Elizabeth Gilmore Holt was an American art historian.
Philippe Burty was a French art critic. He contributed to the popularization of Japonism and the etching revival,supported the Impressionists,and published the letters of Eugène Delacroix.
Artistic Japan was a magazine of Japanese art,published by German-born French art dealer Siegfried Bing. It ran for thirty-six monthly issues from 1888 to 1891 in French,English,and German editions and contributed to a revival of Japonism.
Charles Léon Bonvin was a French watercolor artist known for genre painting,realist still life and delicate and melancholic landscapes.
Gerald "Jerry" Martin AckermanOAL was an American art historian and educator. Ackerman was Professor of Art History Emeritus at Pomona College.
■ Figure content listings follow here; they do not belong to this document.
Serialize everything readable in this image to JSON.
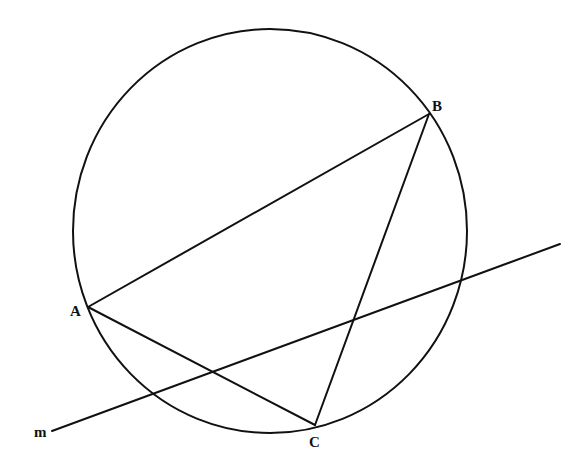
{
  "diagram": {
    "type": "geometry-figure",
    "stroke_color": "#111111",
    "background": "#ffffff",
    "circle": {
      "cx": 270,
      "cy": 231,
      "rx": 197,
      "ry": 202
    },
    "points": {
      "A": {
        "label": "A",
        "x": 88,
        "y": 307,
        "label_x": 70,
        "label_y": 316
      },
      "B": {
        "label": "B",
        "x": 429,
        "y": 114,
        "label_x": 432,
        "label_y": 111
      },
      "C": {
        "label": "C",
        "x": 315,
        "y": 425,
        "label_x": 309,
        "label_y": 447
      }
    },
    "segments": [
      {
        "name": "AB",
        "from": "A",
        "to": "B"
      },
      {
        "name": "BC",
        "from": "B",
        "to": "C"
      },
      {
        "name": "AC",
        "from": "A",
        "to": "C"
      }
    ],
    "line_m": {
      "label": "m",
      "x1": 52,
      "y1": 431,
      "x2": 560,
      "y2": 244,
      "label_x": 34,
      "label_y": 437
    }
  }
}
He was a leading authority on the art of Jean-Léon Gérôme and Charles Bargue.
Gary TinterowOAL is an American art historian and curator. A specialist on 19th-century French art,Tinterow is currently Director and Margaret Alkek Williams Chair of the Museum of Fine Arts,Houston.
Henri Dorra was an Egyptian-born American art historian and educator. A specialist on Symbolism in French art,Dorra was Professor Emeritus of Art History at the University of California,Santa Barbara.